Smells Like teenspirit.com


Posted by Contrarian on April 4th, 2008

I so, so badly want to return to the heady early days of the internet:

When he bought the Web domain pizza.com for $20 in 1994, Chris Clark never imagined it would be his meal ticket.

But yesterday, the 43-year-old Queens-born entrepreneur sold the name at auction for a saucy $2.605 million.

. . .

During the Internet’s early days, Clark ran a Web site-consulting service and bought pizza.com hoping to convince a pizzeria to do business with him.

There weren’t any takers, but he maintained the site as a pizzeria directory ever since, never imagining that his $20 investment would grow into an obscenely large pie with extra dollar signs.

. . .

In the Internet’s Wild West days, cyber-squatters snatched up corporate domain names and then sold them back to their namesakes.

But in recent years, the biggest money has been in generic domains such as business.com, which sold for $7.5 million, and vodka.com, which just sold for $3 million.

Big companies buy these domains to help direct traffic to their sites. For instance, books.com redirects to Barnes & Noble’s Web site.

Clark, who recently started a company called Minestream, which “protects children from the perils of the Internet,” said news of the sales reminded him he had been holding on to pizza.com all these years.

The 24 bidders who caused the price to skyrocket from $100 on March 27 to $2,605,000 by closing at 2 p.m. yesterday remained anonymous, as is the policy of domain-name auctioneer Sedo.com.

The winner has asked not to be identified for now.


— Task requirements —
Search the listing below for the line with "Find the location of a", then write out that line and every one after it exactly, without the pictures.

— Study material —
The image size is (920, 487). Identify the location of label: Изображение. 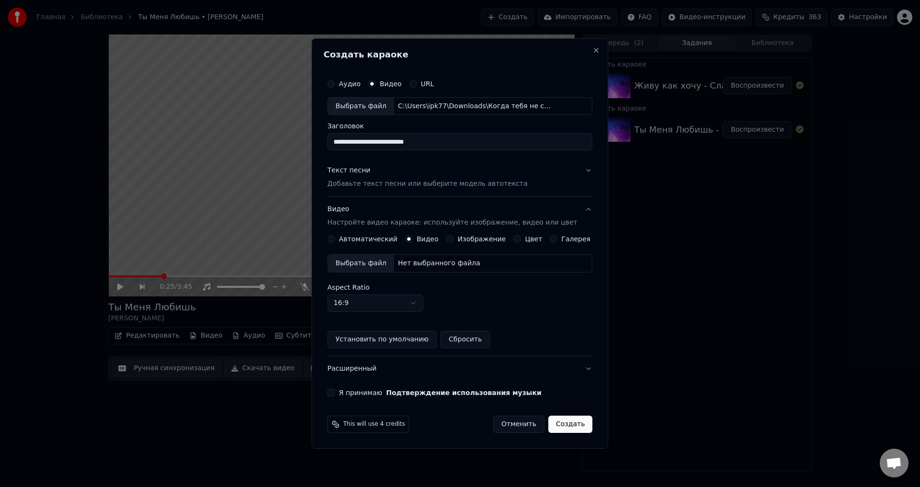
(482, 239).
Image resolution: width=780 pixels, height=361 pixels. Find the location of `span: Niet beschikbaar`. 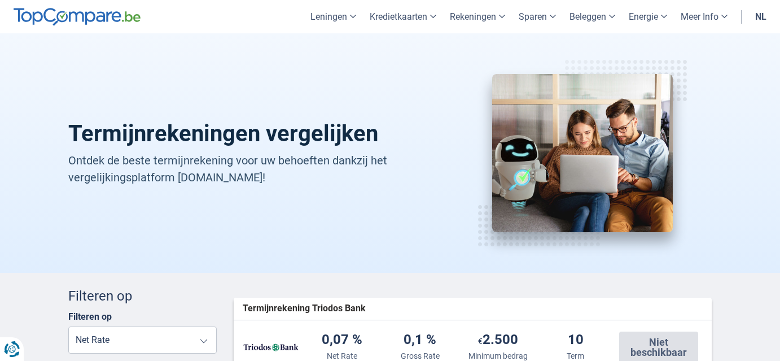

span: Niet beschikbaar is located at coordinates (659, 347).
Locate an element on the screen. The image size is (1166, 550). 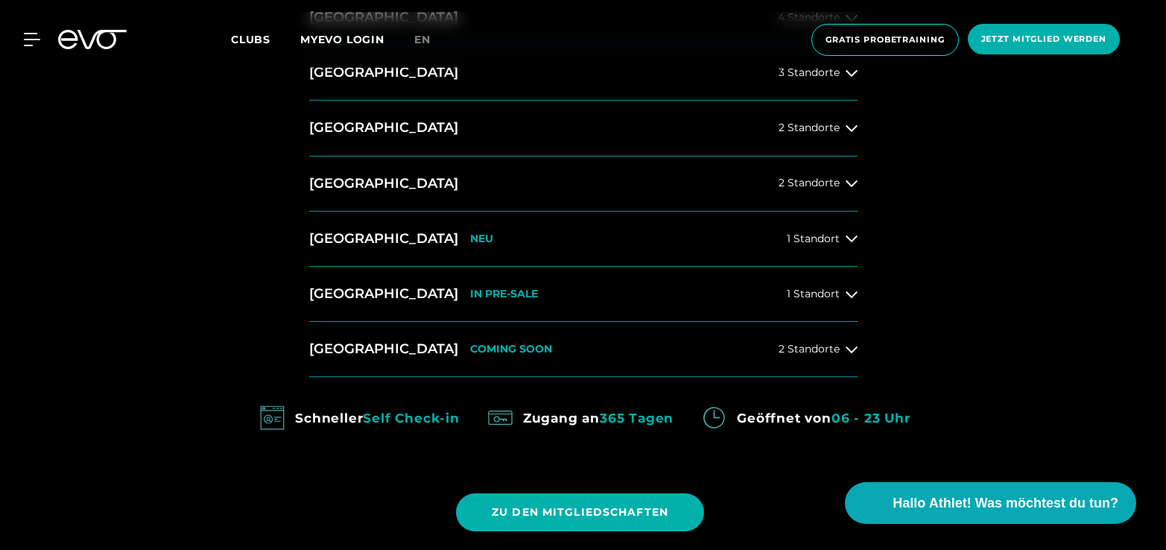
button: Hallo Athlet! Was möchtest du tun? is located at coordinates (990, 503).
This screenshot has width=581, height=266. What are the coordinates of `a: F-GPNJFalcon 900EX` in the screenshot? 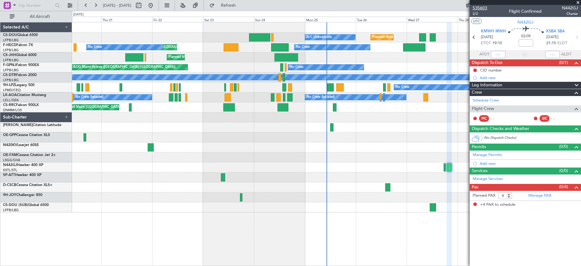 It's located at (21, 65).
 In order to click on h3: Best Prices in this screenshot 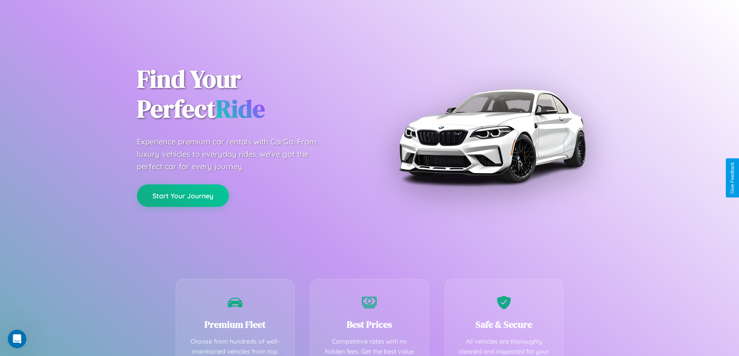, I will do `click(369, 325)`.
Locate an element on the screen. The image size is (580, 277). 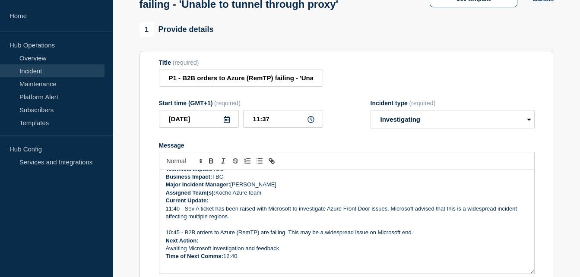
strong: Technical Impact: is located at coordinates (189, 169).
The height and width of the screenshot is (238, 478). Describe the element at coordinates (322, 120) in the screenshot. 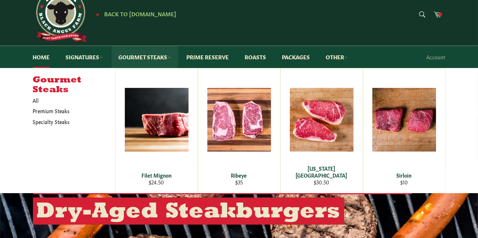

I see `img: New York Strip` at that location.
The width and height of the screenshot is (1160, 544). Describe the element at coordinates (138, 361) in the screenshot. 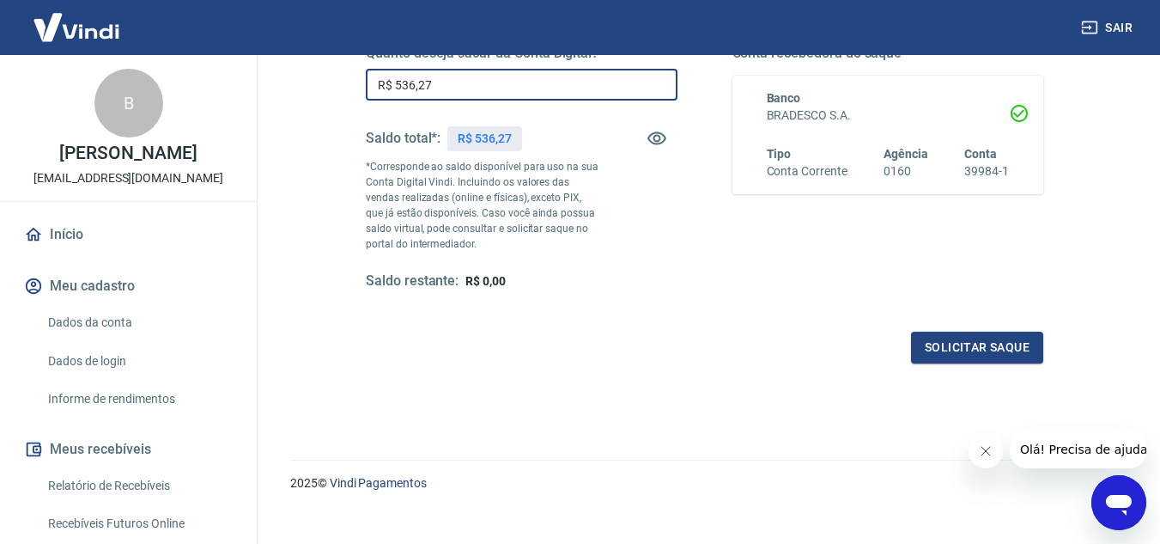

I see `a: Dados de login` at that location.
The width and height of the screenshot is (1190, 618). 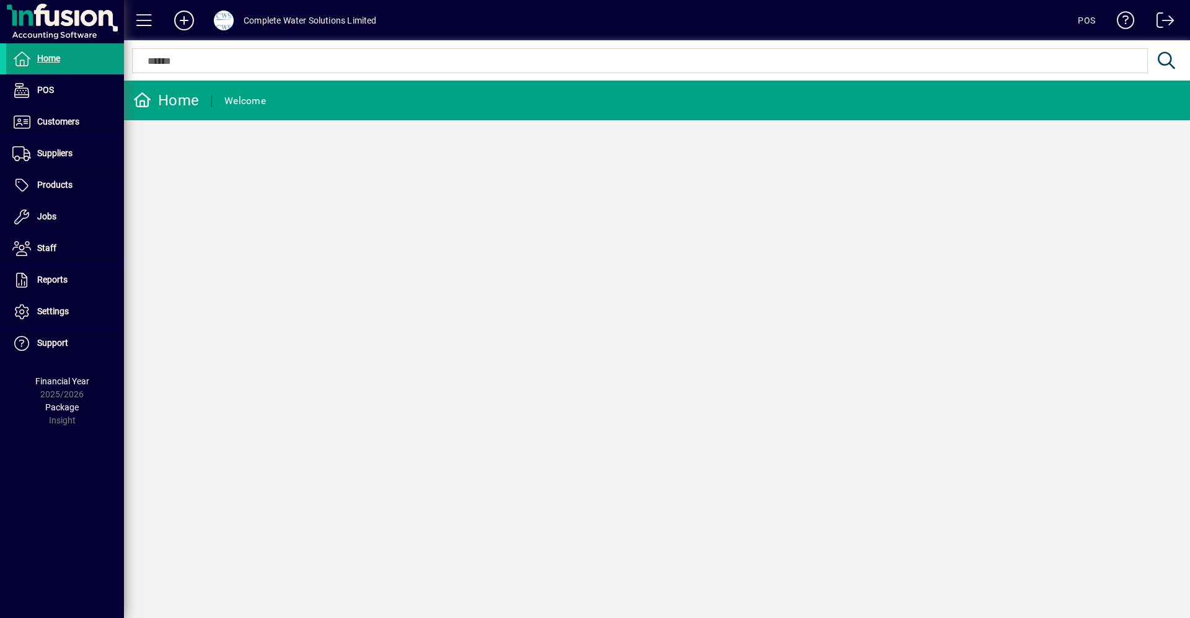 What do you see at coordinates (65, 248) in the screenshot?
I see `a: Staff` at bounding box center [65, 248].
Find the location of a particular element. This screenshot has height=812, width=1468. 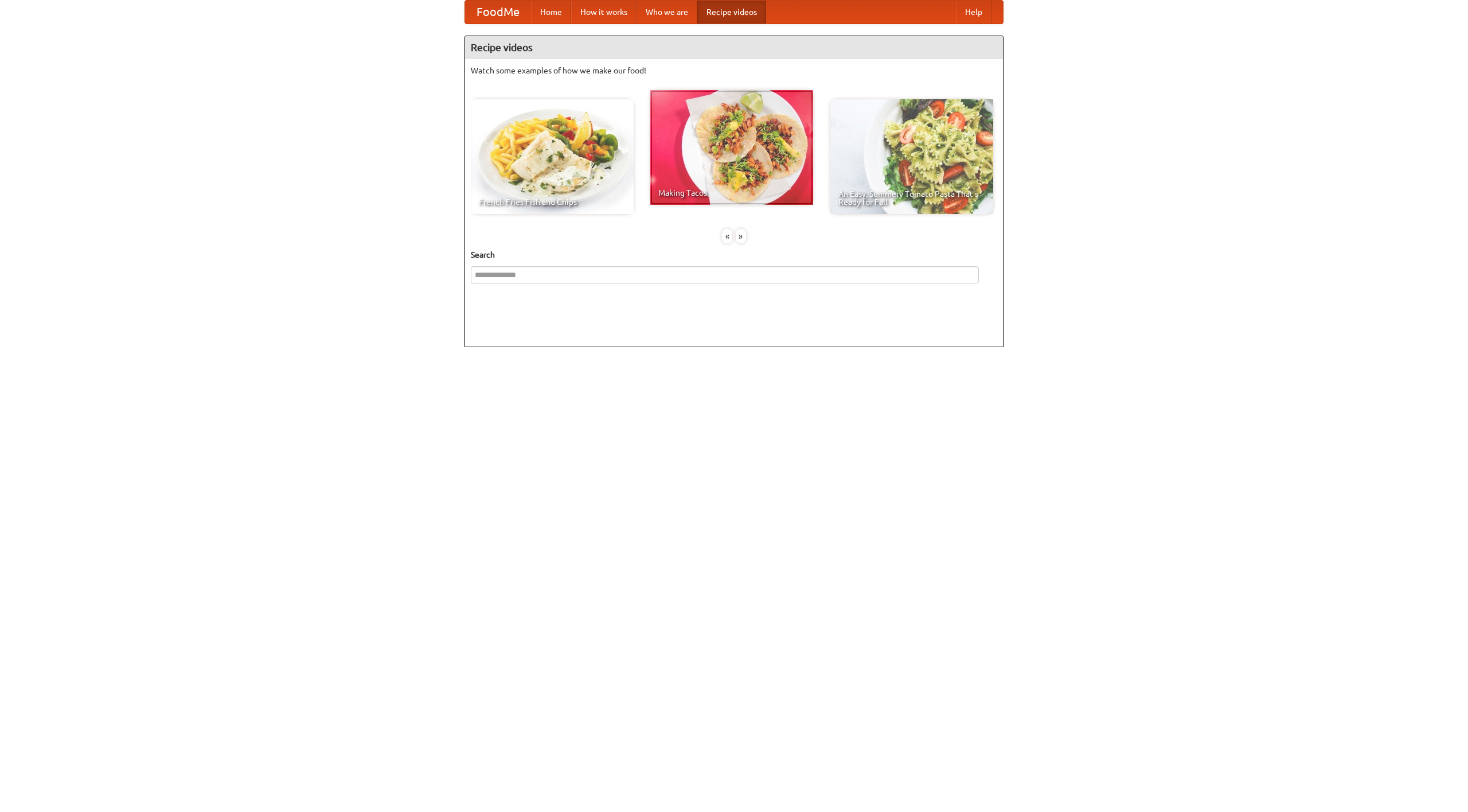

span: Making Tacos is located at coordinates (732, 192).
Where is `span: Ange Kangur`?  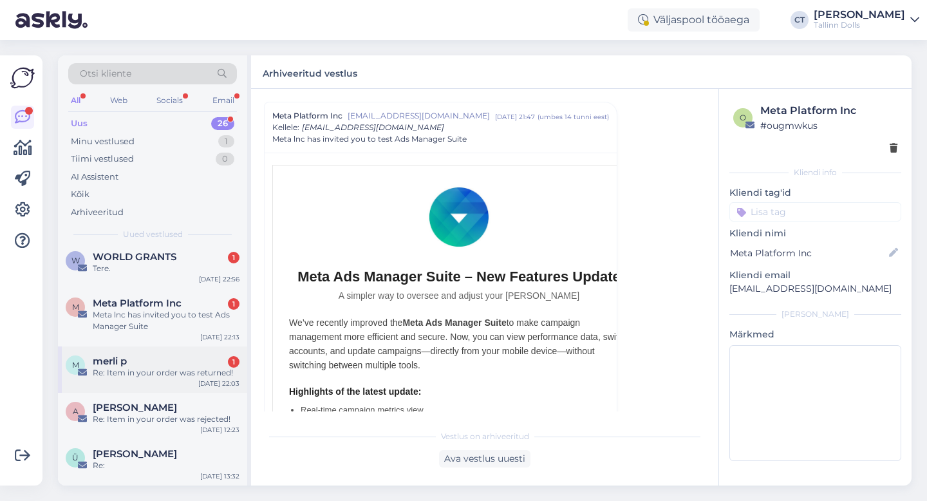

— Task solution —
Find the location of a particular element. This screenshot has height=812, width=1468. 

span: Making Tacos is located at coordinates (732, 192).
Where is `span: Ange Kangur`?  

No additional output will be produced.